As more companies look to address e-scrap recovery, some are moving away from gentle dismantling and instead aiming for speed – and Apple is now one of them.
Apple’s experiments into iPhone-dismantling technology started in 2013, according to an article by TechCrunch. The first two robots – dubbed Liam 1.0 and Liam 2.0 – were designed specifically to handle iPhone 5s and iPhone 6s, respectively. The first iteration took 12 minutes per device; the second cut that time down to 11 seconds.
The next generation – named Daisy – takes 18 seconds but is smaller and can handle far more device types, the article noted. In the nearly eight years it has been Apple’s working robot, it has been upgraded to process 29 different iPhone models. Even just a year and a half ago, it was only processing 18 different models.

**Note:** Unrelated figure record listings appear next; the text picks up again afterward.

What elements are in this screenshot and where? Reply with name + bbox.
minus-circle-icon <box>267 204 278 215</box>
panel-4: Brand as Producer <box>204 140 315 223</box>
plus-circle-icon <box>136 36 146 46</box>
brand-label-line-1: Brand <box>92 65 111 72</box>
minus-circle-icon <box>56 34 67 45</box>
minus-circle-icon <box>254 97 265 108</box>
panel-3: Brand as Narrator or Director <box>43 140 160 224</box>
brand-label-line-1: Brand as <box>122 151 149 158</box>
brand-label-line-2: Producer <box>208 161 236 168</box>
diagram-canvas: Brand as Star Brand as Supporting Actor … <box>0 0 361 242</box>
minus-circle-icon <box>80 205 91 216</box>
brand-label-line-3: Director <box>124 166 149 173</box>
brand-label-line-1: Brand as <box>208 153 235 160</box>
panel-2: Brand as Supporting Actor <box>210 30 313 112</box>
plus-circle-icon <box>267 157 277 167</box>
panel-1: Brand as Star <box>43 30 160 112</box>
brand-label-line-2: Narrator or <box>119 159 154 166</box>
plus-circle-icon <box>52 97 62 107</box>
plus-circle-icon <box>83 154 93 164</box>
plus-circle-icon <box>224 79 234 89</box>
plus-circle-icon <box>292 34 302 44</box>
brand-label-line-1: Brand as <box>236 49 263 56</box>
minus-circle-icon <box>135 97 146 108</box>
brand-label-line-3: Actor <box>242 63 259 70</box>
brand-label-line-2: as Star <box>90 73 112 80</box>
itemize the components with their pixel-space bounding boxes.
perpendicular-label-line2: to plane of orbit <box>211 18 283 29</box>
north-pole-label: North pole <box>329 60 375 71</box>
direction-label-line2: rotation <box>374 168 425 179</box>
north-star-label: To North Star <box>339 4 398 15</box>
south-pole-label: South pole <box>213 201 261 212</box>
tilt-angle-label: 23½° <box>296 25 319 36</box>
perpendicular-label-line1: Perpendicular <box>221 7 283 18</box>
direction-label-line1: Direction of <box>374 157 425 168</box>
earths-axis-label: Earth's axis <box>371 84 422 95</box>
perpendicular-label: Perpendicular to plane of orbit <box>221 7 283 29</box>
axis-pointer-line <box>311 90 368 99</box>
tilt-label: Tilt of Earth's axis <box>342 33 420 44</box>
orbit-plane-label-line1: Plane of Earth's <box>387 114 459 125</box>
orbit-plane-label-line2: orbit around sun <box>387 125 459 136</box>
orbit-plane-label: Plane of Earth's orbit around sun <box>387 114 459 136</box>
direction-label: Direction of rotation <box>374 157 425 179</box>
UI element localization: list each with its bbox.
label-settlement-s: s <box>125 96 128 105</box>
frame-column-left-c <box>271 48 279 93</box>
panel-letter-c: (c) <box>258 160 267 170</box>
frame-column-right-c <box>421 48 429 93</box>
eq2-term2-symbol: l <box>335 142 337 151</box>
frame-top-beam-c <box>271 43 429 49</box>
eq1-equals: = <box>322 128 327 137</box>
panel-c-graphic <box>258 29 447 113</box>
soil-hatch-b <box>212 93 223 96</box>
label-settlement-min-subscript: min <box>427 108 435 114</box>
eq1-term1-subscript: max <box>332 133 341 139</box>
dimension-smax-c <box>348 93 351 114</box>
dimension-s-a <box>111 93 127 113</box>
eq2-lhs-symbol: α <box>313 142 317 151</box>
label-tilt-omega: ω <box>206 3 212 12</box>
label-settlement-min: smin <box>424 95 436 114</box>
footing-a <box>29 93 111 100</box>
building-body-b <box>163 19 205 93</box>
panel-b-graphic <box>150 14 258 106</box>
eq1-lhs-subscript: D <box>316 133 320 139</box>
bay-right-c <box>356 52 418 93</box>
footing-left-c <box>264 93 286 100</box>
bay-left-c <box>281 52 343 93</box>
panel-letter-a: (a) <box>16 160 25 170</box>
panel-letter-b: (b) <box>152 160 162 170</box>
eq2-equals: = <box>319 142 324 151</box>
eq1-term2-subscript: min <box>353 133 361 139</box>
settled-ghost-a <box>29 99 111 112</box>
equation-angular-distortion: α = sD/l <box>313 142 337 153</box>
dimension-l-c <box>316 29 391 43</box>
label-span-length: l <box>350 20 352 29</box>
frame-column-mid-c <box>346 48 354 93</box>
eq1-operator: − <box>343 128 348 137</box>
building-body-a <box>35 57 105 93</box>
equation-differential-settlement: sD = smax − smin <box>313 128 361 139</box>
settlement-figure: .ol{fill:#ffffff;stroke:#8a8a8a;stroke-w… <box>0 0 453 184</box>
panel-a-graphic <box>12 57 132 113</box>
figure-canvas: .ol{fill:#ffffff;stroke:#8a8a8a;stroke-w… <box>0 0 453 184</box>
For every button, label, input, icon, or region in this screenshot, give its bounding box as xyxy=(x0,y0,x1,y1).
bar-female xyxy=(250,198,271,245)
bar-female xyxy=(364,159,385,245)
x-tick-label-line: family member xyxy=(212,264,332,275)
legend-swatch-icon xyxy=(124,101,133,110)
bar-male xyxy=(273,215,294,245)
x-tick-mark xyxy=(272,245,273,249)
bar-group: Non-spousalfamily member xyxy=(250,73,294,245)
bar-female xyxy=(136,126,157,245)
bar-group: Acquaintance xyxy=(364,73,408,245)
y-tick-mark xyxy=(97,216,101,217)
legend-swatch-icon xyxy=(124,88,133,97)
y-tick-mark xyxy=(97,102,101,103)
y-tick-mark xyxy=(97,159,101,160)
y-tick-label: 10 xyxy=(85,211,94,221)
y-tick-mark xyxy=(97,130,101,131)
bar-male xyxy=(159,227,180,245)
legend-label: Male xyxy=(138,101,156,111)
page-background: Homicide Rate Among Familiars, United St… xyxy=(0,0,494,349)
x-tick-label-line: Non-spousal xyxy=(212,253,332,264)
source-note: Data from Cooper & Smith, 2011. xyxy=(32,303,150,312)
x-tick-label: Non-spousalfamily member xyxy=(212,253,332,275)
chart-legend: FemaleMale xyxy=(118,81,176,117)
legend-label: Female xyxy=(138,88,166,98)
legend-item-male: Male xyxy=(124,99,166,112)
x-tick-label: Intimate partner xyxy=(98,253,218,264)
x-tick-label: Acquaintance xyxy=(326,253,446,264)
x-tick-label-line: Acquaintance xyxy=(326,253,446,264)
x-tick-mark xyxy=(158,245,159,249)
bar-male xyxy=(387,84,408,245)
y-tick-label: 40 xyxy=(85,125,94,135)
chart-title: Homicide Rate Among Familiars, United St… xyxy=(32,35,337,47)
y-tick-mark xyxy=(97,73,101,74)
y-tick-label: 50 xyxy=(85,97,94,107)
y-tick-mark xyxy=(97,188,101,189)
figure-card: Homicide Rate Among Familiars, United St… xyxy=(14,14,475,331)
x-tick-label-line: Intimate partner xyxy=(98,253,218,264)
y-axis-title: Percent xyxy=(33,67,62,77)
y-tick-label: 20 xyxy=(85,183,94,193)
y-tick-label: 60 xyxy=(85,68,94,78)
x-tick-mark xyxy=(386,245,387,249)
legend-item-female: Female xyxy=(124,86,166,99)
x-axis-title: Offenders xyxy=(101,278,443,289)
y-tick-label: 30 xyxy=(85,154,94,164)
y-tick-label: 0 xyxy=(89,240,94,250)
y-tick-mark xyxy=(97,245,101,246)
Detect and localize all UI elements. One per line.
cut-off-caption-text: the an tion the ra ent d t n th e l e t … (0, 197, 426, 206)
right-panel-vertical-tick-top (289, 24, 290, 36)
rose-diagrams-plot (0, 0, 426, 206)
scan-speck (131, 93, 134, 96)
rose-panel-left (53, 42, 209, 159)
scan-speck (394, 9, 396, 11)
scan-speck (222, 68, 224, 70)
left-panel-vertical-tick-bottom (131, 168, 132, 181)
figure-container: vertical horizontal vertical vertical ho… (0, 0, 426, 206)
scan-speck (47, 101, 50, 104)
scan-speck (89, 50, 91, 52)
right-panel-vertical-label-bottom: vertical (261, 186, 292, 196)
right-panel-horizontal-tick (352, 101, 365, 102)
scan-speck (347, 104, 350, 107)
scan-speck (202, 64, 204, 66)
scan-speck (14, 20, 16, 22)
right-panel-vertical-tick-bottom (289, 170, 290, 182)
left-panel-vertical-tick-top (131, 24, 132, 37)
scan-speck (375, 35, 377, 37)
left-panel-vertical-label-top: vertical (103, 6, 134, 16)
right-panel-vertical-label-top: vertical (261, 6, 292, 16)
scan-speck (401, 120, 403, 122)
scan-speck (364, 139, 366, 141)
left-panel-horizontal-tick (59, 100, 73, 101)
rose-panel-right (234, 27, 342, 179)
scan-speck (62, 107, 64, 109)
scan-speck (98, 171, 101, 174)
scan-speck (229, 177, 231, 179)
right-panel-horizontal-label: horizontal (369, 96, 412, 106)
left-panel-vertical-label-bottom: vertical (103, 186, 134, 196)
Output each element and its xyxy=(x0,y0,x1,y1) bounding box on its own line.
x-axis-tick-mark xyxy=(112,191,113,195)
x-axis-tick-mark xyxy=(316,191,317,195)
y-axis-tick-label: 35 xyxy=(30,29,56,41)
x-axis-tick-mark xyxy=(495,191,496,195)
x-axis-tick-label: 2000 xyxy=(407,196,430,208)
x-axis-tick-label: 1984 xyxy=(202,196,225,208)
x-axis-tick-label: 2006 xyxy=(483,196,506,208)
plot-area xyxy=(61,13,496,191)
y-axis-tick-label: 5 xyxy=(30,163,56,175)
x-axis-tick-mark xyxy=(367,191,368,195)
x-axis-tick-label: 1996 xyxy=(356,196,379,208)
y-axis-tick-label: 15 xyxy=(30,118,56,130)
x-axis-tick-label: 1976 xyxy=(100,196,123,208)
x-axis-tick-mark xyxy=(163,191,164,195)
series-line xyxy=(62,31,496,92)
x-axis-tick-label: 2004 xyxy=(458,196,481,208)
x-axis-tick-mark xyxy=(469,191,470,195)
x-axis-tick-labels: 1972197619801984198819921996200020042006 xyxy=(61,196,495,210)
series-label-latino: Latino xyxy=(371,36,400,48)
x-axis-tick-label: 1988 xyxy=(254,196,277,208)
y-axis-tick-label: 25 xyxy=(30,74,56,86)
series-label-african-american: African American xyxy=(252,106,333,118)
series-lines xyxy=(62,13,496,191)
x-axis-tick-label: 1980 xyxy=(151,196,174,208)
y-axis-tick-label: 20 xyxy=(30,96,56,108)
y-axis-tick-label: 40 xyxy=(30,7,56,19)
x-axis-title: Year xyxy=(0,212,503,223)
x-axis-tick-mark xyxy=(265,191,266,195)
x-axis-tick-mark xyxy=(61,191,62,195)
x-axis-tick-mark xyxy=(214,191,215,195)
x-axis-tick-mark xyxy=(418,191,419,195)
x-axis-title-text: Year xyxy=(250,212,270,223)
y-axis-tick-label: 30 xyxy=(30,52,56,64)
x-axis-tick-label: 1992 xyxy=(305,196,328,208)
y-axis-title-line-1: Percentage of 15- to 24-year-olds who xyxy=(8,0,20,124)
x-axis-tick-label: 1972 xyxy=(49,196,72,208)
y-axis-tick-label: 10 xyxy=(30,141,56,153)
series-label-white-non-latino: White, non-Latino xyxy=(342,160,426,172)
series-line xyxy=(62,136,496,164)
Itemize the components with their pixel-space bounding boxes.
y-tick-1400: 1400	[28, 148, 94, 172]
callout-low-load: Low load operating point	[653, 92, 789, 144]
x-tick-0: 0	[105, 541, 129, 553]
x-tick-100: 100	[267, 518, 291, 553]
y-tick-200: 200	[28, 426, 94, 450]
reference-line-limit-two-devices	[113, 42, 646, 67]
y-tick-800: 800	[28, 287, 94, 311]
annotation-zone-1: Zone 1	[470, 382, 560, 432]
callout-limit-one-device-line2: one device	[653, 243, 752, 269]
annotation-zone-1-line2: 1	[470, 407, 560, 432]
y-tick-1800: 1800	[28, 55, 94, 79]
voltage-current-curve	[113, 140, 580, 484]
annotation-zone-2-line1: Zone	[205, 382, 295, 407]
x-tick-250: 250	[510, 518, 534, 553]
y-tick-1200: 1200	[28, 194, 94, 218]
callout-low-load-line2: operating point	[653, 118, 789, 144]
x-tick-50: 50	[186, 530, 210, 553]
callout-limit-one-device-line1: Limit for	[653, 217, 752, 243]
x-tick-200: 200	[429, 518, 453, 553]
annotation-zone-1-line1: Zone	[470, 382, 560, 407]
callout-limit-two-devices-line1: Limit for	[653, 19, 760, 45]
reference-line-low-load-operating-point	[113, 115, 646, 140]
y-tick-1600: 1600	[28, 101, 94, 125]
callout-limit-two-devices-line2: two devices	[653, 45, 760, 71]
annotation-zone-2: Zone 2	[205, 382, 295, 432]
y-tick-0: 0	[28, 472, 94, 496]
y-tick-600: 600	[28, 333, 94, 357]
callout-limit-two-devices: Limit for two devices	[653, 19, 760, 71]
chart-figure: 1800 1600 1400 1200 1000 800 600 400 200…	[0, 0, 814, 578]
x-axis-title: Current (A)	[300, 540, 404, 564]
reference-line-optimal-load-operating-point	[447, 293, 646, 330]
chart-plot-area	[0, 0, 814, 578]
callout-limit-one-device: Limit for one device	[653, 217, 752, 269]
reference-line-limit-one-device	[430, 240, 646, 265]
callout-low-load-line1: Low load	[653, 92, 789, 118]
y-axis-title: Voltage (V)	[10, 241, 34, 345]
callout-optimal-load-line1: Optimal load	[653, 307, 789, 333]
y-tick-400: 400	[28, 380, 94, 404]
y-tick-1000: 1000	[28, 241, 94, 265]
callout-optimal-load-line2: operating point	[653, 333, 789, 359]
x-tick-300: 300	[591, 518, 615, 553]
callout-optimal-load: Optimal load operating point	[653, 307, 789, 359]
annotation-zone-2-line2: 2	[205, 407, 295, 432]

“Daisy significantly reduces Liam’s overall footprint from 29 robots across 100 feet to four primary modules, while increasing the number of material output streams from 8 to 15,” the article stated. The new robot measures 33 feet and requires three or four humans to manage each module.
Instead of unscrewing each screw, Daisy instead “punches out” the components, TechCrunch reported. First, a worker feeds a bin of iPhones into Daisy’s chute, and the robot places them on the conveyor belt to be scanned and identified. Robotic arms place each phone into a metal bracket, remove the display, then send the device into a cooling chamber to freeze it. That causes the battery adhesive to fail, the article noted, and the battery can then be punched out, followed by other components.
After the parts are punched out, a worker sorts the components out to be sent downstream. Daisy can process up to 1.2 million iPhones per year, which TechCrunch noted is “ultimately a drop in the bucket, compared to the 150 million smartphones that were discarded in 2023.”
Apple intends Daisy to act more as a recycling ambassador than a full solution, but the company does allow other companies to license the Daisy IP patents for free.
“The U.S. Patent and Trademark Office issued Apple five patents related to Daisy, and we’re willing to license these to researchers and other electronics manufacturers who are developing their own disassembly processes in hopes that they will follow suit and work to increase the share of recycled materials in the supply chain,” Apple stated in its 2024 Environmental Progress report.
There are Daisy robots operating in Apple facilities in several countries, the progress report noted, along with other robots Taz and Dave, which focus on rare earth magnets.
In a similar bid for speed rather than precision disassembly or shredding, Garner Products recently released the DiskMantler, which dismantles hard drives in roughly one minute using strong vibration.